Accepted at Review of Financial Studies

Abstract: We examine how relative performance evaluation (RPE) affects industry competition—a question relevant for corporate boards interested in incentivizing executives. Using U.S. airline data, we estimate a dynamic game of competition between heterogeneous firms in an oligopolistic market, with managers incentivized by RPE contracts. While RPE can induce a firm to compete more intensely by smoothing compensation, it also amplifies a firm’s cost efficiency relative to its peers and can weaken competition from inefficient firms. The first effect dominates in small markets and the second in median-sized markets. RPE has little effect in large, highly profitable markets.

Conferences: EFA 2019, CICF 2022


WORKING PAPERS


R&R at Review of Financial Studies

Abstract: Why do so few women become CEOs? To understand this glass ceiling, we estimate a dynamic model of the CEO gender decision, which contains perceived gender productivity differences, search costs reflecting limited female labor supply, and employer disutility from discrimination. The key factor is the shortage of suitable female candidates, as boards prefer hiring women, and productivity differences between genders are minimal. We find no evidence of a glass cliff in which women become CEOs just as firms are failing. While better governance is associated with women becoming CEOs, the importance of limited female labor supply is unrelated to governance.

Conferences: EFA 2023, ESSFM Gerzensee 2023

Featured by: Harvard Law School Forum on Corporate Governance


Abstract: We claim that Compustat firms are run by outsider CEOs only 8.4% of the time largely because boards have a subjective preference for promoting insiders. We estimate a dynamic model of a board’s CEO hiring choices to confront the subjective preference channel to other forces against external appointments. Search costs, transition costs, and lower productivity are reasons for infrequent external hiring, but their combined effects are smaller than the board’s preferences alone. Without such bias, we predict a 49% frequency of outsider control. Younger boards are the most biased towards internal promotions, suggesting that career concerns shape directors’ hiring preferences.

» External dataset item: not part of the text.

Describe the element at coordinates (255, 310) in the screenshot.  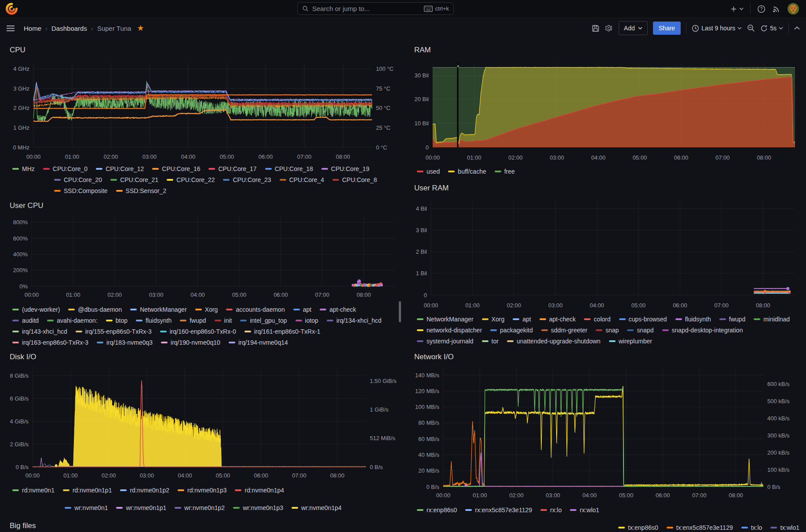
I see `legend-item: accounts-daemon` at that location.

Conferences: FIRS 2024, Aarhus Workshop on Strategic Interaction in Corporate Finance 2024


Abstract: Payroll rigidity incentivizes firms to use financial leverage to absorb shocks. I quantify the relative magnitudes of the underlying economic forces by estimating a dynamic model in which investment, employment, and financing decisions are determined endogenously as a result of exogenous labor market frictions. In the model, firms reduce leverage after negative productivity shocks because they cannot cut payroll. After positive productivity shocks, firms avoid hiring in anticipation of payroll rigidity, allowing them to increase leverage. I validate the model with a difference-in-differences analysis that exploits state changes in Social Security legislation as an exogenous shock to payroll rigidity.